The biological equivalence and interchangeability between PDXOs and parental PDXs were confirmed based on genomics, histopathology, and pharmacology.
PDXOs in 384-well format assays are reliable, robust, and suitable for higher-throughput screening for rapid identification of drug sensitivity and drug combination strategies, including for matrix screening, encompassing both lead compounds and indications.
PDXOs are amenable to engineering, such as gene editing to significantly broaden large-scale research applications, including in vitro/in vivo imaging analysis.
The successful co-culture of PDXOs with PBMCs and CAR-T cells to investigate immune modulation and tumor killing.
This large biobank provides a unique collection of matched in vitro and in vivo preclinical patient-derived models which can be accessed via Crown Bioscience’s online databases OrganoidBase and HuBase.
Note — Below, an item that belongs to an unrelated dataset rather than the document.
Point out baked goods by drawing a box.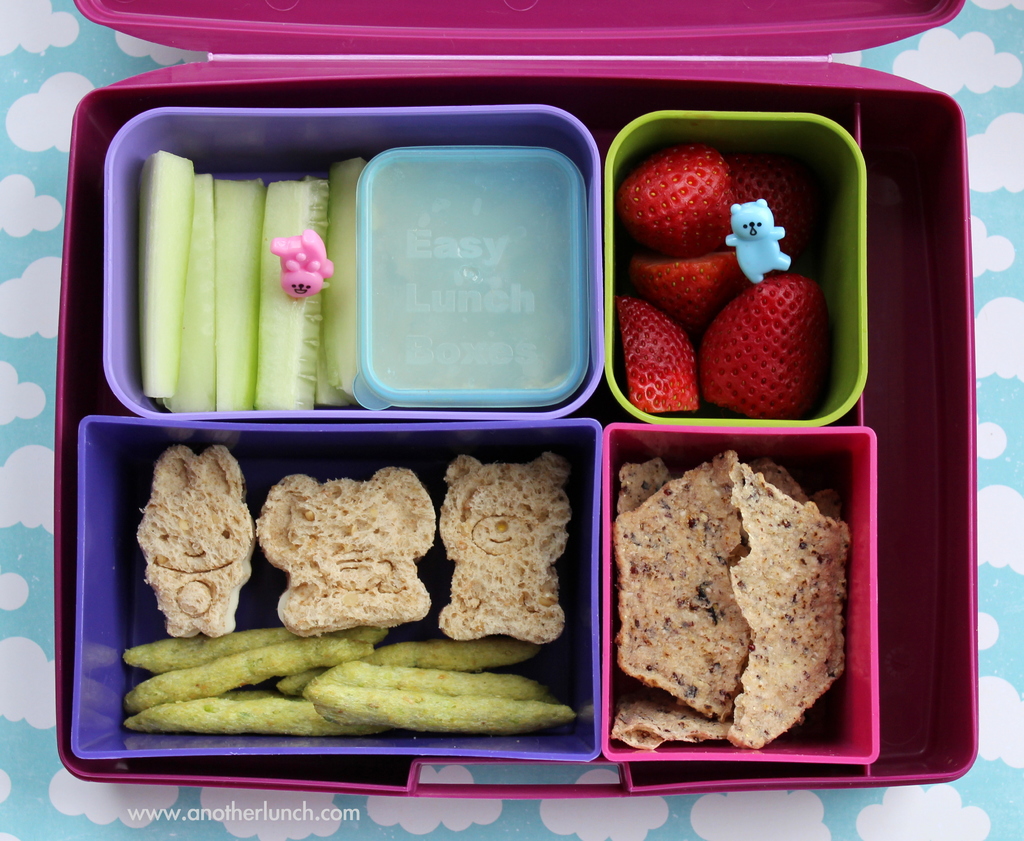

This powerful translational tool has distinct advantages over other systems such as providing higher throughput with faster results as compared to in vivo models alone, with robust and renewable assay performance that reflects reproducibility of other in vitro systems. In vitro drug screening with PDXOs can rapidly be integrated into early drug development and interchangeably with translational studies and improved predictions of clinical outcome.